Now with a president who brags about the warrantless ICE arrest at Columbia of a student with a green card for protesting a genocidal war, and who claims unaccountable power to negate the constitution’s promise of birthright citizenship, and who mobilizes the government to erase the existence of trans and non-white people, the actions carried out in the name of the nation are once again raising the issue of belonging, minus the ambiguity.

Wagner felt that Johns, a gay veteran, was well aware of these conflicts when he made Flag—and when he kept making flag-related artworks throughout the next sixty years of political and cultural upheavals. I agree.
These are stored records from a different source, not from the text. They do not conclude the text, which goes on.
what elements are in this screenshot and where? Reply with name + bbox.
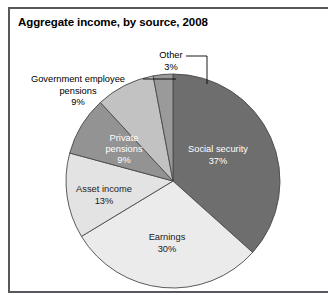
chart-figure: Aggregate income, by source, 2008 Social… <box>0 0 328 295</box>
pie-label-social-security: Social security <box>188 144 248 154</box>
pie-value-social-security: 37% <box>209 156 228 166</box>
pie-value-asset-income: 13% <box>95 196 114 206</box>
pie-label-earnings: Earnings <box>149 232 186 242</box>
pie-label-private-pensions: pensions <box>105 144 143 154</box>
pie-value-earnings: 30% <box>158 244 177 254</box>
pie-label-asset-income: Asset income <box>76 184 132 194</box>
pie-chart: Social security37%Earnings30%Asset incom… <box>0 0 328 295</box>
pie-label-private-pensions: Private <box>110 133 139 143</box>
pie-label-other: Other 3% <box>148 50 194 73</box>
pie-value-private-pensions: 9% <box>117 155 130 165</box>
pie-label-government-employee-pensions: Government employee pensions 9% <box>8 74 148 109</box>
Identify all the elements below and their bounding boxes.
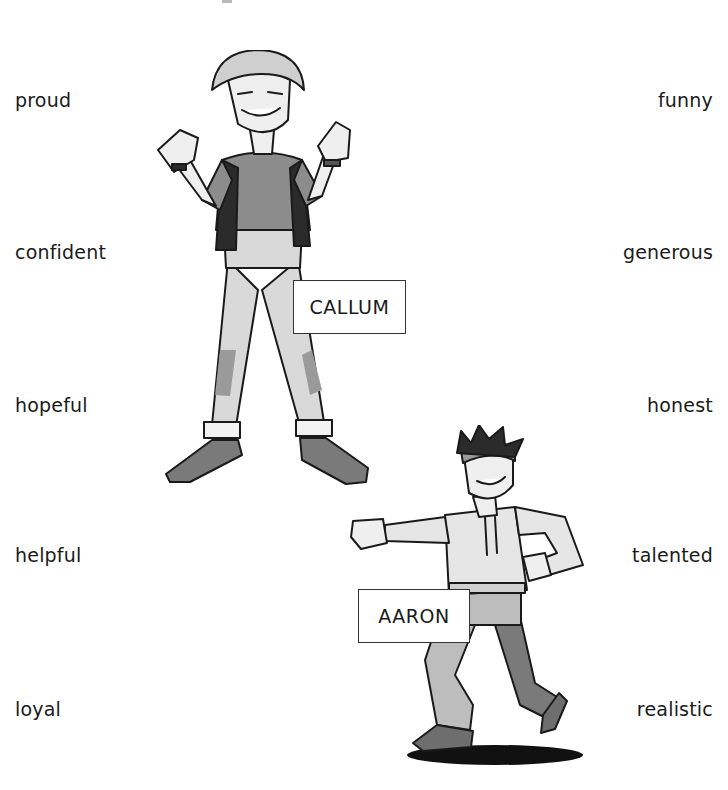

an altered jpg of a proposed painting of an upside down us flag on the upper half of an orange field, based on the 1958 jasper johns painting owned by glenstone
study for Johns Flag on Orange Field, 2025, jpg of encaustic on canvas, based on Johns’ Flag on Orange Field II (1958) at Glenstone

Would Johns paint an upside down flag today? I have no idea, and would absolutely never ask. I’ve learned from Michael Crichton that he does not take requests. So my Sturtevant-style repetition of a c. 2025 upside down Johns Flag is not an interpolation of what Johns might do—or might have done, if he were still painting—but its own speculative thing. [Technically, since it’s just a circulating jpg study I made last night, and not even a real object, it’s doubly speculative.] After testing several options, I went with the Flag on Orange Field II (1958) precisely because its composition meant its nature could be immediately understood. [Or so I thought; several people have still interpreted it as a new painting by Johns.]

But this gets me back to my original question: painting of an upside down flag, or upside down flag painting? In her 2006 essay Wagner mentions a “little-known” Johns Flag from 1971 that David Geffen sold in 2004, that points to an answer:

[N]ot only is it a vertical image, it is one that sees the flag, however improbably, from the wrong side. This means that were it turned horizontally, the familiar canton would appear, against centuries-old custom, on the right. Again, I think we can take the measure of Johns’s experiment by insisting on the literal implications of what, in representation, he has tried to do: to provide a viewer with a different position—an inverse position—from which to contemplate the national sign. [emphasis in original]

Well, yes and no, or rather, no and yes.

a 1971 jasper johns painting of a flag, oriented vertically, and executed mostly in greys in various shades. in a couple of spots the underlying images of newspaper photos or text remains uncovered by the thick brushstrokes of encaustic. the canton of stars in the upper left is kind of a finger painty mess, with just a few stars legible as stars. it had been a few years since johns had painted a flag, maybe this was him getting back in practice. image via jasper johns catalogue raisonne, no p181
Jasper Johns, Flag (JJCR P181), 1971, encaustic and collage on canvas, 26 x 17 in., image via JJCR

Flag (1971) is definitely the first vertically oriented flag painting Johns made. And it is definitely not the same composition just rotated 90 degrees. But Johns’ orientation here is neither either experimental nor “wrong”; it follows the guidelines from the U.S. Flag Code for displaying a flag vertically on a wall, or in a window—from the outside/viewer’s perspective. He would later make three double vertical flag paintings, along with several drawings and prints, all in this same orientation.

The inverse that matters here is on the back. According to the catalogue raisonné, Flag (P181) is the only flag painting on which Johns drew an “upward pointing arrow” to indicate a “correct orientation.” So that leaves at least 31 flag paintings for which the artist has not specified a single orientation.

One could argue, then, with that one exception, every collector, curator, or museum could hang their Johns flag painting upside down if they needed a powerful signal of dire distress or emergency. One could also argue that the ongoing destruction of the US government and its constitutional and democratic infrastructure would present such an emergency.